Detecting Malicious URLs and Preventing Attacks

Malicious URLs and its Forms

Many cyber attacks, including spamming and phishing, involve the use of malicious URLs. Identifying and detecting these malicious URLs can stop such attacks. The severity of an attack is determined by the type of threat, guiding the selection of the most effective countermeasure.

Most existing methods detect malicious URLs only for one type of attack. This paper proposes a machine learning-based method to detect malicious URLs from all popular attack types. We also identify the type of attack that a malicious URL is trying to launch. Our method employs a range of discriminative features, including textual properties and link structures, webpage contents, DNS information, as well as network traffic.

Many of these features have been highly innovative and are extremely effective. Our experiments with 40,000 benign URLs as well as 32,000 malicious URLs, gathered from real-life Internet sources, show that our method has superior performance. The accuracy of the detection of malicious URLs was 98% and 93% respectively. We also discuss the effectiveness of each of these discriminative features and their evitability.

How Does it Effect

An attack chain is usually a series of tricks that trick users. This could include convincing them to open a malicious PDF because it looks like a video or open an infected PDF because it contains financial information. Although the dangers of using social engineering-based techniques such as these can be difficult to manage, their simplistic nature can make them a double-edged sword and a boon to detection systems.

Social engineering attacks often target the lowest common denominator: users lacking tech-savvy or those easily exploitable. These attacks are typically carried out in large numbers and lack sophistication. Most users can recognize the deception if they take the time to think about it. Defenders can detect these tricks because they follow predictable patterns. For instance, a URL containing words like “free” and “cash” might tempt users to click, but such words can trigger a detection system to flag them. What if we trained a machine-learning model to encourage users to think twice? This is how we developed a malicious URL detector to address this question.

Setting Up URLs

The image displays the user entering a URL, which our machine-learning model analyzes in real time to determine its safety. It provides immediate feedback on the URL’s maliciousness. Our model can identify certain red flags, as seen in the gif.

Unencrypted pages (i.e., HTTP pages) are vulnerable to cyber-attacks. The model recognizes a common trick used by attackers: falsely presenting a well-known website like Google by using it as a subdomain, such as “google.securesite.com.” Trained on over 100 million benign and malicious URLs, the model learns to recognize these suspicious patterns.

Although the model’s architecture is complex, it utilizes both character-level embeddings and a convolutional neural net. It operates on a character-by-character basis, independently recognizing meaningful patterns like “g – o – o – g – l – e” and reading URL characters from left to right, akin to human reading. When identifying malicious URLs, specific words are crucial to consider.

Our approach differs as it doesn’t directly input literal characters like “g” and “o” to the model; instead, it utilizes “embeddings.” These numerical representations of letters provide a richer contextual understanding. For instance, the embeddings of “A” and “Z” indicate similarities due to their uppercase status, facilitating easier scoring of URLs.

The embeddings work with convolutional neural networks to encode general relationships among letters, combining them into useful patterns for detecting malicious websites. While aiding this process, embeddings contain enough information about individual characters to allow learning of specific words like “Google” when needed.

Conclusion

The image above shows how the URL model is queried as the user types the URL. However, many malicious URLs hide within static links in emails, Word documents, and webpages. Social engineering attacks exploit URLs to create malicious links from seemingly legitimate text, like “www.google.com.” Attackers manipulate similar-looking characters, such as lowercase “L’s” and uppercase “I’s” or zeroes, to obscure the true destination. Verifying the URL’s authenticity is tough for humans, and even security-aware users can be deceived by benign-looking email links. Detecting link characters is a simple yet effective means to thwart attacks.

In conclusion, integrating robust URL detection mechanisms into cybersecurity protocols can significantly enhance defence against evolving threats. AVIANET, with its cutting-edge technologies and cybersecurity expertise, is ready to assist organizations in fortifying their digital defences against malicious URLs and other cyber threats.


## ASSIGNMENT
Extract the records below word for word and ignore the images.
=== Begin Enclosure ===
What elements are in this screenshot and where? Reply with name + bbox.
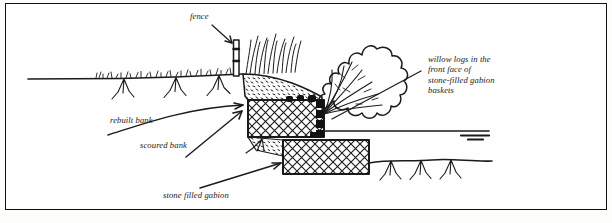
fence-post [234,40,240,76]
river-bed-line [369,159,492,163]
diagram-canvas: fence rebuilt bank scoured bank stone fi… [0,0,612,223]
soil-wedge-between-baskets [248,137,283,156]
lower-gabion-basket [283,140,369,174]
upper-gabion-basket [248,100,324,137]
arrow-scoured-bank [186,111,242,157]
willow-stems [324,62,382,114]
river-bed-roots [380,160,461,180]
label-rebuilt-bank: rebuilt bank [110,115,153,125]
label-scoured-bank: scoured bank [140,140,187,150]
label-willow-logs: willow logs in the front face of stone-f… [428,54,495,96]
label-stone-filled-gabion: stone filled gabion [163,190,229,200]
reed-vegetation [246,34,301,74]
label-fence: fence [190,11,209,21]
water-level-symbol [324,131,489,140]
arrow-stone-filled-gabion [200,163,281,188]
arrow-fence [212,25,232,43]
diagram-artwork [0,0,612,223]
=== End Enclosure ===
## RESULT OF THIS TASK
What elements are in this screenshot and where? Reply with name + bbox.
fence-post [234,40,240,76]
river-bed-line [369,159,492,163]
diagram-canvas: fence rebuilt bank scoured bank stone fi… [0,0,612,223]
soil-wedge-between-baskets [248,137,283,156]
lower-gabion-basket [283,140,369,174]
upper-gabion-basket [248,100,324,137]
arrow-scoured-bank [186,111,242,157]
willow-stems [324,62,382,114]
river-bed-roots [380,160,461,180]
label-rebuilt-bank: rebuilt bank [110,115,153,125]
label-scoured-bank: scoured bank [140,140,187,150]
label-willow-logs: willow logs in the front face of stone-f… [428,54,495,96]
label-stone-filled-gabion: stone filled gabion [163,190,229,200]
reed-vegetation [246,34,301,74]
label-fence: fence [190,11,209,21]
water-level-symbol [324,131,489,140]
arrow-stone-filled-gabion [200,163,281,188]
arrow-fence [212,25,232,43]
diagram-artwork [0,0,612,223]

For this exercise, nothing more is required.